A comforting attitude was often just as important as magic when it came to healing the wounded.
"I'm Tidus from Zanarkand," the boy squeaked between ragged breaths. "I'm r-really glad to have run into you Rosa, thanks for saving me from that crazy bird." As if on cue, the bird in question gave a sudden, piercing squawk from behind them. Rosa watched it warily as she guided streams of magic from her fingers. Its claws were still stained with the boy's blood, and the bird didn't seem intent on calming itself anytime soon.
"I'm guessing you're not from around here either then..." Tidus continued without waiting for a response. His eyes lowered to the ground and he shook his head slowly. "I keep... I keep asking myself, 'Why me? Why did I come here?' And I think I'm meant to be here for a reason... a bigger reason than to get mauled by angry birds. How about you?"
Rosa blinked. "Me?"
"Uh, sorry," Tidus said with an uncomfortable laugh. "I just--my head still feels kinda swimmy so..." Once again, his eyes lowered to the ground. Rosa frowned.
"No, no. It's alright. It's just a lot to keep up with." Rosa watched a pink patch of fresh skin form over the boy's wounds. It still looked irritated and was partially hardened from scabs, but it wouldn't take much longer. Had she the supplies, Rosa might have stitched the wound together to avoid any possible scarring. She had the feeling that Tidus was not the type to appreciate the masculine ruggedness of scars.
"It's nice to meet you, Tidus. I've never heard of Zanarkand, but then, I've never heard of anything here. I'm sure that Zanarkand is a beautiful place." The words carried with them a subtle sadness that had nothing to do with Tidus' homeland. She pushed a loose strand of hair behind her ear and remembered the scent of water and wildflowers.
"I don't know why you're here. Or why I'm here, for that matter. I don't know if there's a purpose or if it was all an accident. I don't even know where here is, but I think that I've gone through stranger and far more dangerous. And I wouldn't take that back for anything." Rosa's fingers paused over the boy's newly formed skin. She tried not to think about the sharp grip iron bands around her arms or of the consuming darkness beyond the moon.
"Not so long ago, I left home to follow someone who I loved. We traveled from one end of the world to the other, and then to different worlds altogether. The whole time, I missed Baron more than I can say, but I found something more important than myself on that journey. Sometimes it takes leaving what you know to discover what's worth fighting for."

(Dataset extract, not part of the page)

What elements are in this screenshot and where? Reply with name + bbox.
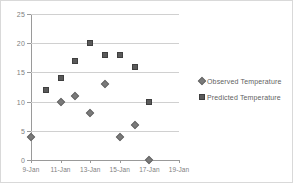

Rosa sighed. Her hair had fallen into her eyes again, and she brushed it away. Rosa tried to keep the sadness from her smile, but didn't know how well she managed.
"Your wound isn't going to heal much more. Can you stand?" Rosa rose and offered Tidus her hand.
Beyond the fence, the rogue chocobo kicked at a clear patch of ground and rooted through the earth for stray worms. Its feathers ruffled in residual irritation. "What did you do to provoke that bird?" Rosa said more to herself than to Tidus. "Chocobos are usually docile. The rancher shouldn't have allowed you anywhere near a bird that aggressive."
As if in answer, the chocobo snorted haughtily into the dirt.